I have this stored procedure
CREATE PROCEDURE [dbo].[GetBooksByAuthor2]
AS
SELECT
books.Id, authors.Name AS Author, books.Name AS Book
FROM
dbo.Authors authors
INNER JOIN
dbo.AuthorsBooks authorsBooks ON authors.Id = authorsBooks.AuthorId
INNER JOIN
dbo.Books books ON books.Id = authorsBooks.BookId
GO
In SQL Server Management Studio, result looks like this:
Id| Author | Book
--+--------------+----------
1 | FirstAuthor | GoodBook1
2 | FirstAuthor | GoodBook2
3 | FirstAuthor | GoodBook3
1 | SecondAuthor | GoodBook1
3 | SecondAuthor | GoodBook3
In EF Core I added a view model for my stored procedure
public class BookViewModel
{
[Key]
public int Id { get; set; }
public string Author { get; set; }
public string Book { get; set; }
}
and I also added something like this to the context class:
public partial class StrangeContext : DbContext
{
public virtual DbSet<BookViewModel> Books2 { get; set; }
}
Then I invoke it in a controller action
[HttpGet]
public JsonResult GetAuthors()
{
var result = db.Books2.FromSql("GetBooksByAuthor2").ToList();
return new JsonResult(result);
}
Result of Json look like
[
{ "id": 1, "author":"FirstAuthor", "book":"GoodBook1"},
{ "id": 2, "author":"FirstAuthor", "book":"GoodBook2"},
{ "id": 3, "author":"FirstAuthor", "book":"GoodBook3"},
{ "id": 1, "author":"FirstAuthor", "book":"GoodBook1"},
{ "id": 3, "author":"FirstAuthor", "book":"GoodBook3"}
]
What I am doing wrong? Wrong ViewModel? Where is SecondAuthor?

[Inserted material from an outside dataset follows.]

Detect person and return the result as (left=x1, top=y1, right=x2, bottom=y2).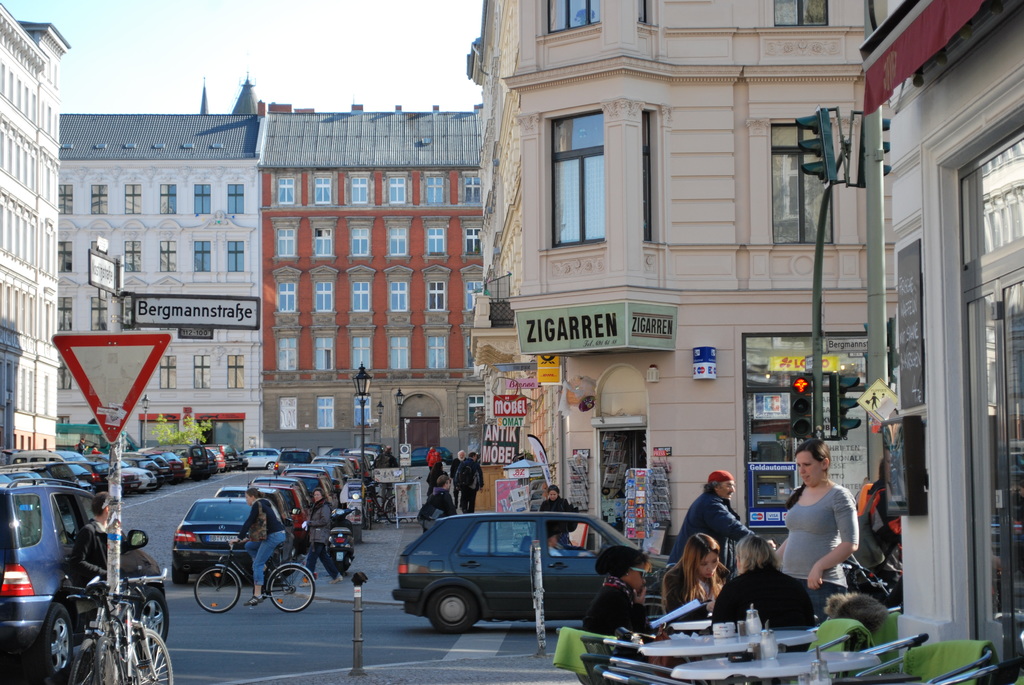
(left=89, top=441, right=105, bottom=456).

In order to get multiple result sets working we need to drop to the ObjectContext API by using the IObjectContextAdapter interface. Once we have an ObjectContext then we can use the Translate method to translate the results of our stored procedure into entities that can be tracked and used in EF as normal.
Below is my console application followed by the result. I executed the same application at least 10 times and every time, the time taken by Entity Framework is almost 3-4 times more than the time taken by a stored procedure.
I know with stored procedures we get stored execution plans so stored procedure's execute faster next time, as the plan doesn't need to get regenerated again. Therefore, for an enterprise system, EF Core would quite a bit slower for data operations than using, say, something like Dapper and Stored Procedures.
You defined the Id
of your BookViewModel
as the Key and as such, Entity Framework caches the first time it queries the 'FirstAuthor' with the Id
of 1. The second time it encounters the Id
1, it uses the current context and fills the entity based on the cached value.
The problem here is your equivocal model. How can FirstAuthor
and SecondAuthor
both have the Id
= 1.
You could remove the Key attribute in your model, but it might lead to confusion, wherever you display these results and once you will want to save any of these entities, you will get unpredictable results.
You could also try AsNotracking()
but I would strongly advise against it, as you will have troubles once you try to track or save changes. Instead, adjust your stored procedure to return unique IDs for unique rows.